Chatterbox

Bush Tax Policy Revealed!

What the Bushies really think about tax reform.

At the Republican Convention, President Bush pledged that, if elected to a second term, he would create a tax system that is “simpler, fairer,” and “pro-growth.” He wasn’t very specific. It’s widely presumed Dubya wants to substitute the current progressive tax system with a flat tax, but all the White House will say is that Bush will appoint a bipartisan panel to make revenue-neutral recommendations to the Treasury secretary. Either Bush is stonewalling or he really has no idea what, if anything, he wants to do to change the tax system. Asked last weekend by an Ohio voter whether he supports a flat tax, Bush assumed the stance that he was just too darned open-minded to say:

I’m not going to prejudge the outcome. It’s certainly one option. I’ve been asked in a variety of venues, do you favor the sales tax, do you favor the flat tax. What I’m in favor of is changing the tax code to make it easier to understand and more simple. I think by simplifying the code, we will encourage economic growth. A complex code that is hard to understand and requires enormous amounts of paperwork and time and lawyers and accountants is really counter-productive to economic growth. So it’s going to be important for me not to prejudge the outcome, but I am not going to prejudge.

The problem with wanting the tax code to be “simpler, fairer,” and “pro-growth” is that it’s impossible to achieve all three at the same time. You can make the tax code simpler and more pro-growth by taxing everyone at the same rate, but that’s less fair because if Joe earns 10 times more than Sam, whatever percentage they both pay in taxes will pinch Joe a lot less than it pinches Sam. If your main concern is to make the tax system fairer, on the other hand, the best way is to make Joe pay a higher percentage of his income than Sam, to make Sam pay a higher percentage of his income than the next guy down the income scale, and so on, until you reach zero at an income level that allows a family to pay for the bare minimum required to survive in the richest nation on earth. But that certainly isn’t simpler, and it won’t foster growth (long-term growth, anyway) as fast as a lower tax on high incomes would.

Do not expect the Bush campaign to acknowledge these contradictions publicly anytime soon. But if you want to read a fairly candid assessment by the Bush administration of these and other problems inherent in a radical overhaul of the tax system, Ron Suskind has just posted a Nov. 2002 document summarizing the views of former Treasury Secretary Paul O’Neill, former Council of Economic Advisers Chairman Glenn Hubbard, and others who then served on Bush’s economic team. The options they considered were a flat income tax; a flat consumption tax; an “add-on value-added tax” (i.e., a flat consumption tax supplemented by a tax on high incomes); an “income value added tax with Social Security tax integration” (too complicated to explain—see the document); and minor tax reform accompanied by a reduction in the tax on capital income.

Although the document is the work of many different people advancing many different agendas, two points of consensus emerge:

1) There’s very little real concern about fairness, although there is some concern about how a perception of unfairness might imperil passage of the legislation. The principal goal is unashamedly to lower taxes on higher incomes.2) Despite the authors’ professed concern that the tax system reward hard work, the Earned Income Tax Credit, whose expansion during the 1990s was Bill Clinton’s most significant poverty-fighting policy, is offered as a prime example of the current system’s burdensome “complexity.” The Bushies don’t even pretend to favor an alternative way to help the working poor. Ironically, the EITC was originally a conservative idea because it encouraged people to get off the dole.

This doesn’t come as a huge surprise, but it’s nice to have the evidence.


Give all of the records again precisely, excluding whatever pictures they contain.
Material for the task START
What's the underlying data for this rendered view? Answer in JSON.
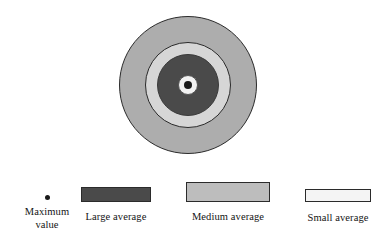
{
  "figure": {
    "type": "concentric-ring-diagram",
    "title": "",
    "background_color": "#FFFFFF"
  },
  "chart_data": {
    "type": "pie",
    "title": "",
    "subtitle": "",
    "xlabel": "",
    "ylabel": "",
    "legend_position": "bottom",
    "grid": false,
    "center": {
      "x": 188,
      "y": 85
    },
    "categories": [
      "Small average",
      "Medium average",
      "Large average",
      "Maximum value"
    ],
    "series": [
      {
        "name": "ring radius (px)",
        "values": [
          69,
          43,
          31,
          4
        ]
      }
    ],
    "rings": [
      {
        "name": "Medium average",
        "role": "outer-ring",
        "fill": "#ADADAD",
        "stroke": "#2B2B2B",
        "radius_px": 69,
        "order": 1
      },
      {
        "name": "Small average",
        "role": "second-ring",
        "fill": "#D6D6D6",
        "stroke": "#2B2B2B",
        "radius_px": 43,
        "order": 2
      },
      {
        "name": "Large average",
        "role": "third-ring",
        "fill": "#4A4A4A",
        "stroke": "#3A3A3A",
        "radius_px": 31,
        "order": 3
      },
      {
        "name": "Small average",
        "role": "core-ring",
        "fill": "#F2F2F2",
        "stroke": "#555555",
        "radius_px": 10,
        "order": 4
      },
      {
        "name": "Maximum value",
        "role": "center-dot",
        "fill": "#1A1A1A",
        "stroke": "#1A1A1A",
        "radius_px": 4,
        "order": 5
      }
    ]
  },
  "legend": {
    "entries": [
      {
        "id": "maximum-value",
        "label": "Maximum\nvalue",
        "swatch_shape": "dot",
        "fill": "#1A1A1A",
        "stroke": "#1A1A1A"
      },
      {
        "id": "large-average",
        "label": "Large average",
        "swatch_shape": "bar",
        "fill": "#4A4A4A",
        "stroke": "#2B2B2B"
      },
      {
        "id": "medium-average",
        "label": "Medium average",
        "swatch_shape": "bar",
        "fill": "#BDBDBD",
        "stroke": "#2B2B2B"
      },
      {
        "id": "small-average",
        "label": "Small average",
        "swatch_shape": "bar",
        "fill": "#F4F4F4",
        "stroke": "#2B2B2B"
      }
    ]
  }
}
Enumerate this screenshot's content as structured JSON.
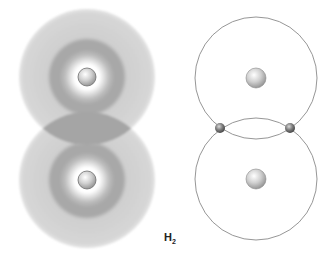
{
  "label": {
    "element": "H",
    "subscript": "2"
  },
  "colors": {
    "cloud_light": "#d4d4d4",
    "cloud_dark": "#a9a9a9",
    "orbit_line": "#8a8a8a",
    "nucleus": "#c8c8c8",
    "electron": "#7a7a7a"
  },
  "left_panel": {
    "description": "Overlapping electron clouds of two hydrogen atoms",
    "atoms": [
      {
        "cx": 87,
        "cy": 77
      },
      {
        "cx": 87,
        "cy": 180
      }
    ]
  },
  "right_panel": {
    "description": "Orbit model with shared electron pair",
    "atoms": [
      {
        "cx": 256,
        "cy": 78
      },
      {
        "cx": 256,
        "cy": 179
      }
    ],
    "shared_electrons": [
      {
        "cx": 220,
        "cy": 128
      },
      {
        "cx": 289,
        "cy": 128
      }
    ]
  }
}
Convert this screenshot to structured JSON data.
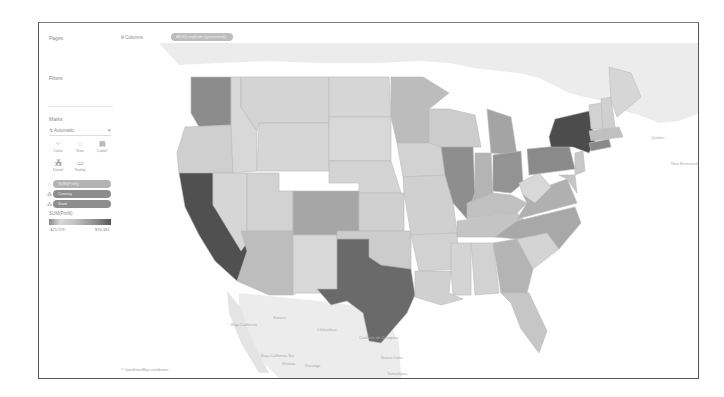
{
  "shelves": {
    "pages_label": "Pages",
    "filters_label": "Filters",
    "marks_label": "Marks",
    "columns": {
      "icon": "iii",
      "label": "Columns",
      "pill": "AVG(Longitude (generated))"
    },
    "rows": {
      "icon": "≡",
      "label": "Rows",
      "pill": "AVG(Latitude (generated))"
    }
  },
  "marks": {
    "type_icon": "↯",
    "type_label": "Automatic",
    "chevron": "▾",
    "buttons": [
      {
        "name": "color",
        "icon": "⁘",
        "label": "Color"
      },
      {
        "name": "size",
        "icon": "◌",
        "label": "Size"
      },
      {
        "name": "label",
        "icon": "▤",
        "label": "Label"
      },
      {
        "name": "detail",
        "icon": "⁂",
        "label": "Detail"
      },
      {
        "name": "tooltip",
        "icon": "▭",
        "label": "Tooltip"
      }
    ],
    "pills": [
      {
        "icon": "⁘",
        "label": "SUM(Profit)",
        "color": "#b3b3b3"
      },
      {
        "icon": "⁂",
        "label": "Country",
        "color": "#8d8d8d"
      },
      {
        "icon": "⁂",
        "label": "State",
        "color": "#8d8d8d"
      }
    ]
  },
  "legend": {
    "title": "SUM(Profit)",
    "min": "-$25,729",
    "max": "$76,381"
  },
  "map": {
    "attribution": "© OpenStreetMap contributors",
    "place_labels": [
      {
        "text": "Baja California",
        "x": 112,
        "y": 283
      },
      {
        "text": "Sonora",
        "x": 154,
        "y": 276
      },
      {
        "text": "Chihuahua",
        "x": 198,
        "y": 288
      },
      {
        "text": "Coahuila de Zaragoza",
        "x": 240,
        "y": 296
      },
      {
        "text": "Baja California Sur",
        "x": 142,
        "y": 314
      },
      {
        "text": "Sinaloa",
        "x": 163,
        "y": 322
      },
      {
        "text": "Durango",
        "x": 186,
        "y": 324
      },
      {
        "text": "Nuevo León",
        "x": 262,
        "y": 316
      },
      {
        "text": "Tamaulipas",
        "x": 268,
        "y": 332
      },
      {
        "text": "Quebec",
        "x": 532,
        "y": 96
      },
      {
        "text": "New Brunswick",
        "x": 552,
        "y": 122
      }
    ]
  },
  "colors": {
    "darkest": "#4a4a4a",
    "dark": "#6e6e6e",
    "mid_dark": "#8c8c8c",
    "mid": "#a8a8a8",
    "light": "#c4c4c4",
    "lighter": "#d2d2d2",
    "lightest": "#dcdcdc",
    "land_bg": "#ececec",
    "water": "#ffffff"
  }
}
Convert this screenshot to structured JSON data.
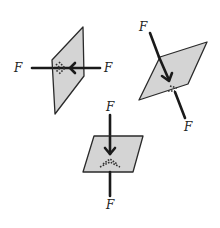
{
  "diagram": {
    "panels": [
      {
        "id": "left",
        "orientation": "vertical plane, horizontal forces",
        "labels": {
          "left": "F",
          "right": "F"
        }
      },
      {
        "id": "top-right",
        "orientation": "tilted plane, oblique forces",
        "labels": {
          "top": "F",
          "bottom": "F"
        }
      },
      {
        "id": "bottom",
        "orientation": "horizontal plane, vertical forces",
        "labels": {
          "top": "F",
          "bottom": "F"
        }
      }
    ],
    "colors": {
      "plane_fill": "#d4d4d4",
      "line": "#1a1a1a",
      "background": "#ffffff"
    }
  }
}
Material for the task END
= Exercise answer =
What's the underlying data for this rendered view? Answer in JSON.
{
  "figure": {
    "type": "concentric-ring-diagram",
    "title": "",
    "background_color": "#FFFFFF"
  },
  "chart_data": {
    "type": "pie",
    "title": "",
    "subtitle": "",
    "xlabel": "",
    "ylabel": "",
    "legend_position": "bottom",
    "grid": false,
    "center": {
      "x": 188,
      "y": 85
    },
    "categories": [
      "Small average",
      "Medium average",
      "Large average",
      "Maximum value"
    ],
    "series": [
      {
        "name": "ring radius (px)",
        "values": [
          69,
          43,
          31,
          4
        ]
      }
    ],
    "rings": [
      {
        "name": "Medium average",
        "role": "outer-ring",
        "fill": "#ADADAD",
        "stroke": "#2B2B2B",
        "radius_px": 69,
        "order": 1
      },
      {
        "name": "Small average",
        "role": "second-ring",
        "fill": "#D6D6D6",
        "stroke": "#2B2B2B",
        "radius_px": 43,
        "order": 2
      },
      {
        "name": "Large average",
        "role": "third-ring",
        "fill": "#4A4A4A",
        "stroke": "#3A3A3A",
        "radius_px": 31,
        "order": 3
      },
      {
        "name": "Small average",
        "role": "core-ring",
        "fill": "#F2F2F2",
        "stroke": "#555555",
        "radius_px": 10,
        "order": 4
      },
      {
        "name": "Maximum value",
        "role": "center-dot",
        "fill": "#1A1A1A",
        "stroke": "#1A1A1A",
        "radius_px": 4,
        "order": 5
      }
    ]
  },
  "legend": {
    "entries": [
      {
        "id": "maximum-value",
        "label": "Maximum\nvalue",
        "swatch_shape": "dot",
        "fill": "#1A1A1A",
        "stroke": "#1A1A1A"
      },
      {
        "id": "large-average",
        "label": "Large average",
        "swatch_shape": "bar",
        "fill": "#4A4A4A",
        "stroke": "#2B2B2B"
      },
      {
        "id": "medium-average",
        "label": "Medium average",
        "swatch_shape": "bar",
        "fill": "#BDBDBD",
        "stroke": "#2B2B2B"
      },
      {
        "id": "small-average",
        "label": "Small average",
        "swatch_shape": "bar",
        "fill": "#F4F4F4",
        "stroke": "#2B2B2B"
      }
    ]
  }
}
Enumerate this screenshot's content as structured JSON.
{
  "label": {
    "element": "H",
    "subscript": "2"
  },
  "colors": {
    "cloud_light": "#d4d4d4",
    "cloud_dark": "#a9a9a9",
    "orbit_line": "#8a8a8a",
    "nucleus": "#c8c8c8",
    "electron": "#7a7a7a"
  },
  "left_panel": {
    "description": "Overlapping electron clouds of two hydrogen atoms",
    "atoms": [
      {
        "cx": 87,
        "cy": 77
      },
      {
        "cx": 87,
        "cy": 180
      }
    ]
  },
  "right_panel": {
    "description": "Orbit model with shared electron pair",
    "atoms": [
      {
        "cx": 256,
        "cy": 78
      },
      {
        "cx": 256,
        "cy": 179
      }
    ],
    "shared_electrons": [
      {
        "cx": 220,
        "cy": 128
      },
      {
        "cx": 289,
        "cy": 128
      }
    ]
  }
}
Convert this screenshot to structured JSON data.
{
  "shelves": {
    "pages_label": "Pages",
    "filters_label": "Filters",
    "marks_label": "Marks",
    "columns": {
      "icon": "iii",
      "label": "Columns",
      "pill": "AVG(Longitude (generated))"
    },
    "rows": {
      "icon": "≡",
      "label": "Rows",
      "pill": "AVG(Latitude (generated))"
    }
  },
  "marks": {
    "type_icon": "↯",
    "type_label": "Automatic",
    "chevron": "▾",
    "buttons": [
      {
        "name": "color",
        "icon": "⁘",
        "label": "Color"
      },
      {
        "name": "size",
        "icon": "◌",
        "label": "Size"
      },
      {
        "name": "label",
        "icon": "▤",
        "label": "Label"
      },
      {
        "name": "detail",
        "icon": "⁂",
        "label": "Detail"
      },
      {
        "name": "tooltip",
        "icon": "▭",
        "label": "Tooltip"
      }
    ],
    "pills": [
      {
        "icon": "⁘",
        "label": "SUM(Profit)",
        "color": "#b3b3b3"
      },
      {
        "icon": "⁂",
        "label": "Country",
        "color": "#8d8d8d"
      },
      {
        "icon": "⁂",
        "label": "State",
        "color": "#8d8d8d"
      }
    ]
  },
  "legend": {
    "title": "SUM(Profit)",
    "min": "-$25,729",
    "max": "$76,381"
  },
  "map": {
    "attribution": "© OpenStreetMap contributors",
    "place_labels": [
      {
        "text": "Baja California",
        "x": 112,
        "y": 283
      },
      {
        "text": "Sonora",
        "x": 154,
        "y": 276
      },
      {
        "text": "Chihuahua",
        "x": 198,
        "y": 288
      },
      {
        "text": "Coahuila de Zaragoza",
        "x": 240,
        "y": 296
      },
      {
        "text": "Baja California Sur",
        "x": 142,
        "y": 314
      },
      {
        "text": "Sinaloa",
        "x": 163,
        "y": 322
      },
      {
        "text": "Durango",
        "x": 186,
        "y": 324
      },
      {
        "text": "Nuevo León",
        "x": 262,
        "y": 316
      },
      {
        "text": "Tamaulipas",
        "x": 268,
        "y": 332
      },
      {
        "text": "Quebec",
        "x": 532,
        "y": 96
      },
      {
        "text": "New Brunswick",
        "x": 552,
        "y": 122
      }
    ]
  },
  "colors": {
    "darkest": "#4a4a4a",
    "dark": "#6e6e6e",
    "mid_dark": "#8c8c8c",
    "mid": "#a8a8a8",
    "light": "#c4c4c4",
    "lighter": "#d2d2d2",
    "lightest": "#dcdcdc",
    "land_bg": "#ececec",
    "water": "#ffffff"
  }
}
Convert this screenshot to structured JSON data.
{
  "diagram": {
    "panels": [
      {
        "id": "left",
        "orientation": "vertical plane, horizontal forces",
        "labels": {
          "left": "F",
          "right": "F"
        }
      },
      {
        "id": "top-right",
        "orientation": "tilted plane, oblique forces",
        "labels": {
          "top": "F",
          "bottom": "F"
        }
      },
      {
        "id": "bottom",
        "orientation": "horizontal plane, vertical forces",
        "labels": {
          "top": "F",
          "bottom": "F"
        }
      }
    ],
    "colors": {
      "plane_fill": "#d4d4d4",
      "line": "#1a1a1a",
      "background": "#ffffff"
    }
  }
}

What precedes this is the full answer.